Search the Archive:

June 11, 2004

Back to the table of Contents Page

Classifieds

Palo Alto Online

Publication Date: Friday, June 11, 2004

Living with lions Living with lions (June 11, 2004)

Sacramento-based 'Mountain Lion Foundation' avoids post-mortem of May 17 to focus on how to save lions and help them 'get out of Dodge'

by Jay Thorwaldson

It's the next mountain lion that counts, Lynn Sadler of the Mountain Lion Foundation told a group of Palo Altans Thursday night.

Sadler, as executive director of the Sacramento-based, 17-year-old organization, declined to do a post-mortem on the shooting of a mountain lion that wandered around a Palo Alto residential neighborhood for more than seven hours May 17 until it was shot and killed by a Palo Alto police officer. The shooting evoked a storm of protest.

"We won't talk about what did happen because that's not going to do anything. We want to talk about what we can do from this point forward," Sadler said in an interview with the Weekly prior to the scheduled 6:30 p.m. talk at the Lucie Stern Center, a short distance west of the shooting incident at Walnut and Walter Hays drives. Acterra, the environmental group, helped arrange the talk.

Sadler said California has come far in the past 15 years in protecting the big cats. She headed the successful 1990 "Proposition 117" initiative campaign that banned trophy hunting of lions, and helped fight off the 1996 challenge to the initiative.

But protecting the lions doesn't lessen the need to be careful, she said.

"There are any number of things we can do to help the lions, from habitat protection and better corridor protection to better education of the public," she said. The latter can take many forms, from teaching people about actions they can take in their own backyards that "can have repercussions for miles around" to how to take precautions when hiking or bicycling in wild areas, where lions live.

She said leaving out pet food can attract animals that are lion prey, and feeding the beautiful deer in semi-rural areas can draw lions to homes.

"If you leave out a goat on a chain to eat the grass in your back yard, some people call that 'Happy Meals for mountain lions,'" she said.

Understanding the crucial role the lions play in the overall ecosystem is important, she said.

"The top predator in any ecosystem is holding together that delicate web of life that can unravel pretty quickly when you lose that top predator," she said. With the leading predator missing, "the landscape would look pretty different in 50 years, with different trees, different vegetation."

In urban settings, cornered lions can be dangerous, but a tranquilizer dart should act within five to 10 minutes unless it hits bone, she said -- contesting the earlier estimate of 20 to 30 minutes Palo Alto police were provided.

A cornered lion also is not likely to be thinking of food, even if it is hungry: "That lion is so freaked out he's concerned about getting out of Dodge, not about getting dinner," Sadler said. "But that doesn't mean there's no danger -- he might use you for traction in getting out of town," she said of onlookers and media people at the scene.

Especially in the wild, mountain lions are also "more likely to see you than for you to see them," she noted.

"I once was on a porch with other people, looking at some trees at eye level, and we took pictures of them. When we got the pictures back, there in a tree was a mountain lion. None of us had seen the lion, despite focusing and taking the pictures."

General warnings are that people should not run from a lion but stand tall, "look big," make noise, throw things -- and hike with a sturdy walking stick.

She said the "bible on mountain lions" is a book by Ken Logan and Linda Sweanor, a husband-wife scientist team, called "Desert Puma." The Mountain Lion Foundation published a book, "Cougar, the American Lion," in 1990 that went through six printings. It now is out of print but available at libraries, some park stores and used-book outlets, Sadler said.

Weekly Editor Jay Thorwaldson can be e-mailed at jthorwaldson@paweekly.com.


E-mail a friend a link to this story.

Featured Links


Copyright © 2004 Embarcadero Publishing Company. All rights reserved.
Reproduction or online links to anything other than the home page
without permission is strictly prohibited.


• What the task requires:
For this task, extract exactly the lines of the data below, from the line containing "is (855, 396)." through the last one, with pictures left out.

• Provided entries:
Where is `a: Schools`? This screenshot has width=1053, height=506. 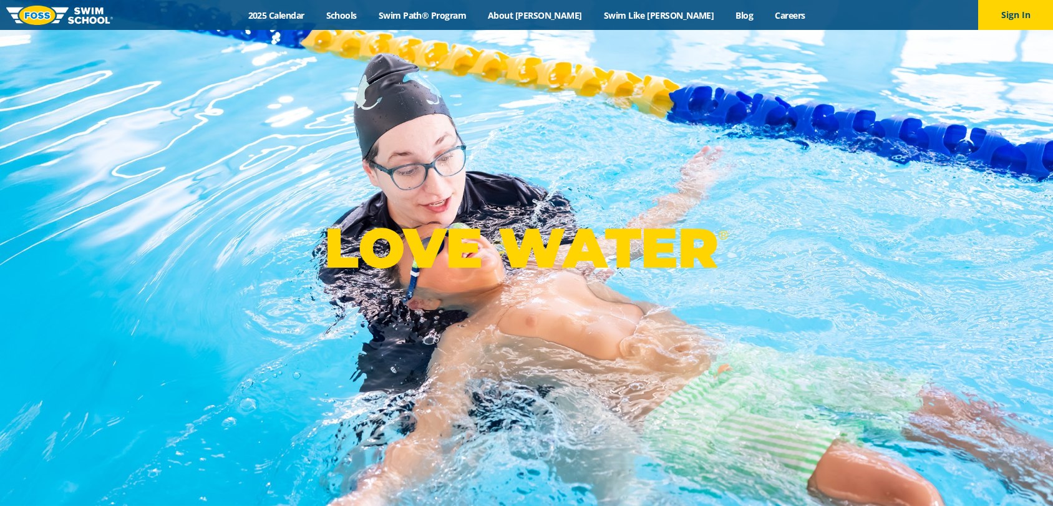
a: Schools is located at coordinates (341, 15).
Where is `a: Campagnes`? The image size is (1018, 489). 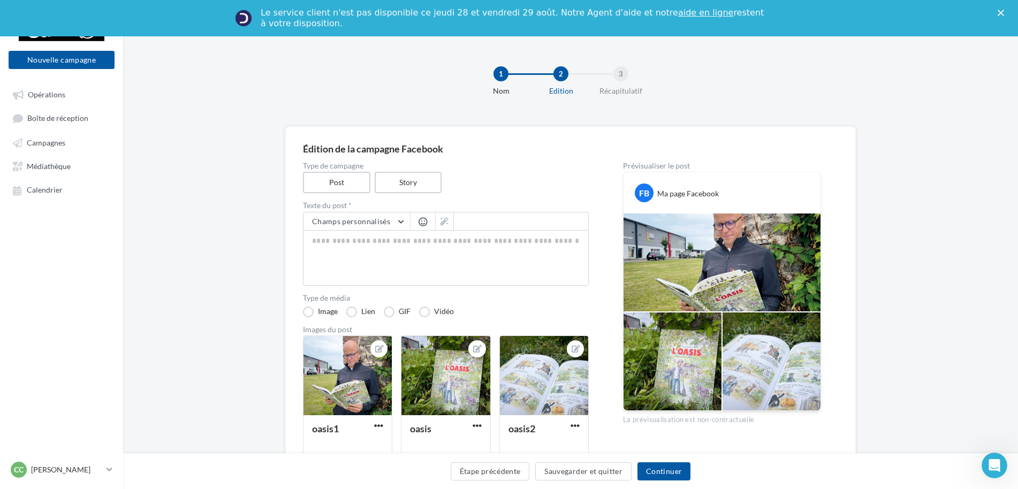 a: Campagnes is located at coordinates (62, 142).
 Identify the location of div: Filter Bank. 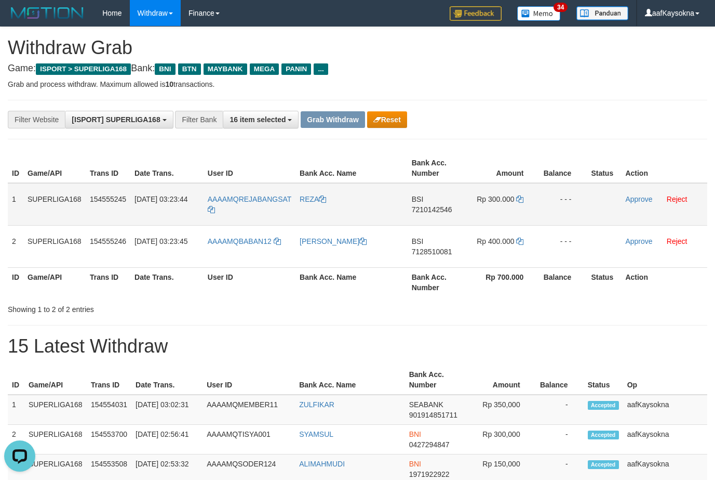
(199, 120).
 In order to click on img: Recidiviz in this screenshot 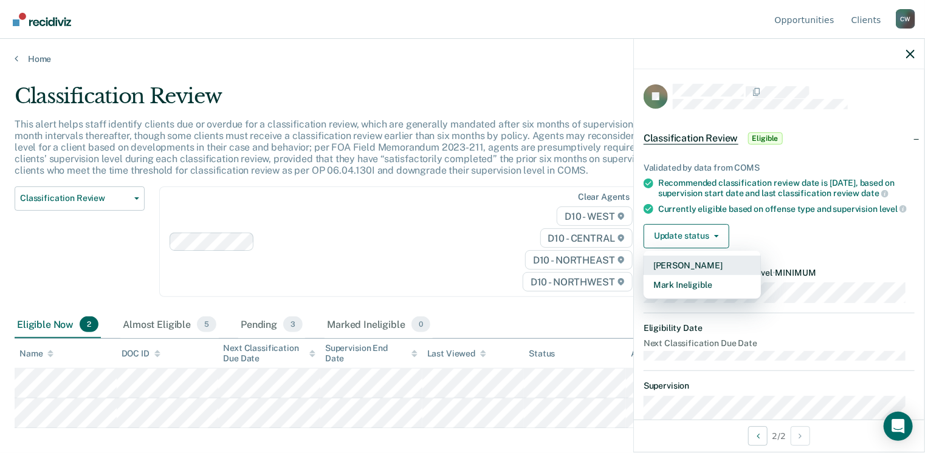, I will do `click(42, 19)`.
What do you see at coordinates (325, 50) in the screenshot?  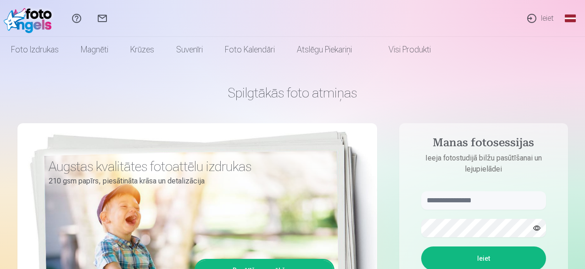 I see `a: Atslēgu piekariņi` at bounding box center [325, 50].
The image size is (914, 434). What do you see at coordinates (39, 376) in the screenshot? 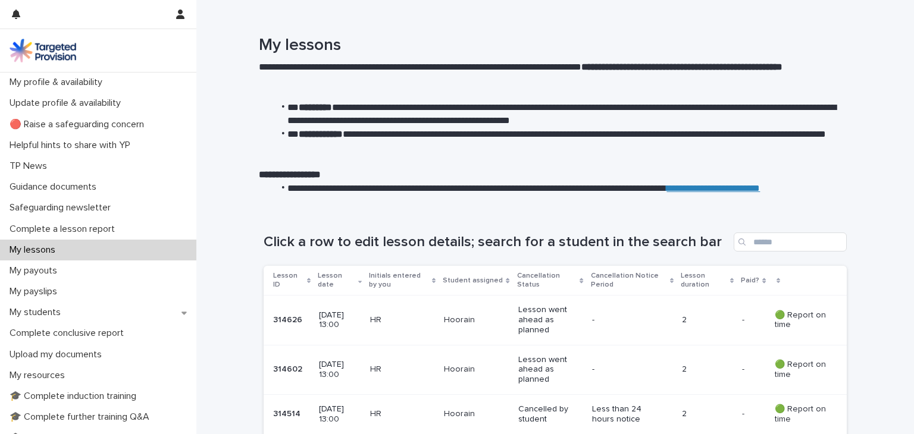
I see `p: My resources` at bounding box center [39, 376].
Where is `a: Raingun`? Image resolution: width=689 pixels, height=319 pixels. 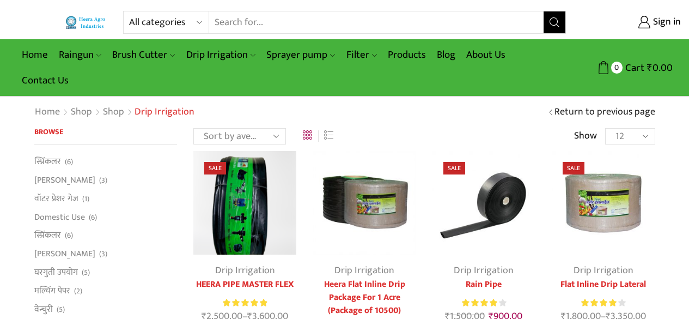
a: Raingun is located at coordinates (80, 54).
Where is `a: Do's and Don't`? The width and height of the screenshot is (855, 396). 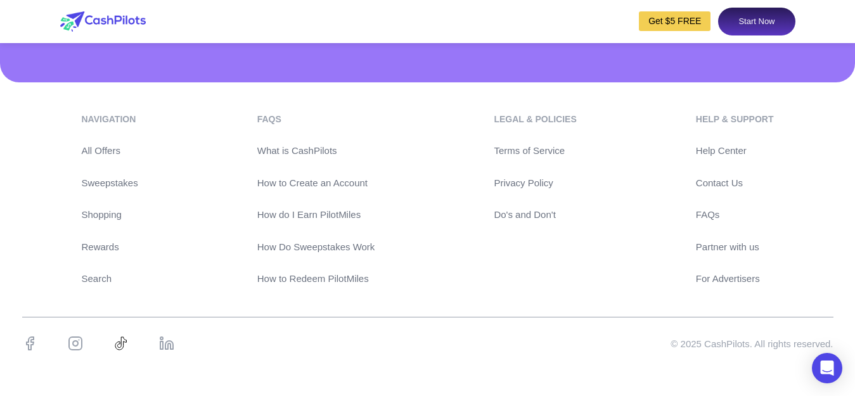
a: Do's and Don't is located at coordinates (535, 215).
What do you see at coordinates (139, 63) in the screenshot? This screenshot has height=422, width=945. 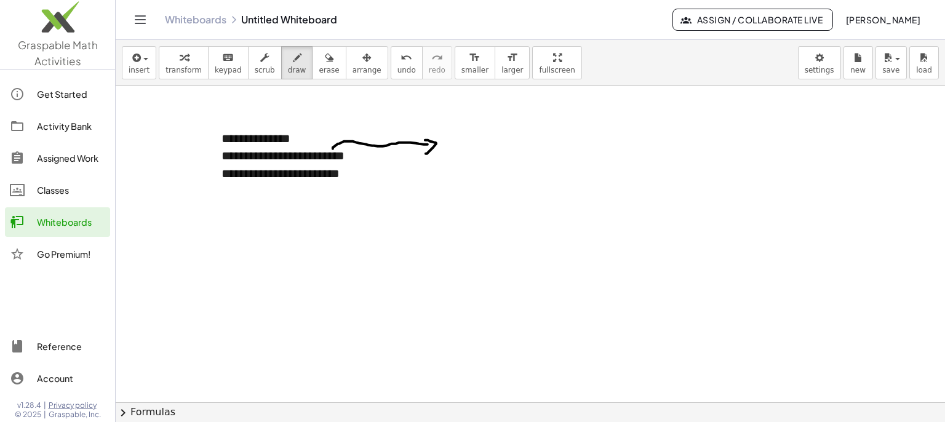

• Solved problem:
Where is `a: Do's and Don't`? The width and height of the screenshot is (855, 396). 
a: Do's and Don't is located at coordinates (535, 215).
What do you see at coordinates (139, 63) in the screenshot? This screenshot has height=422, width=945. 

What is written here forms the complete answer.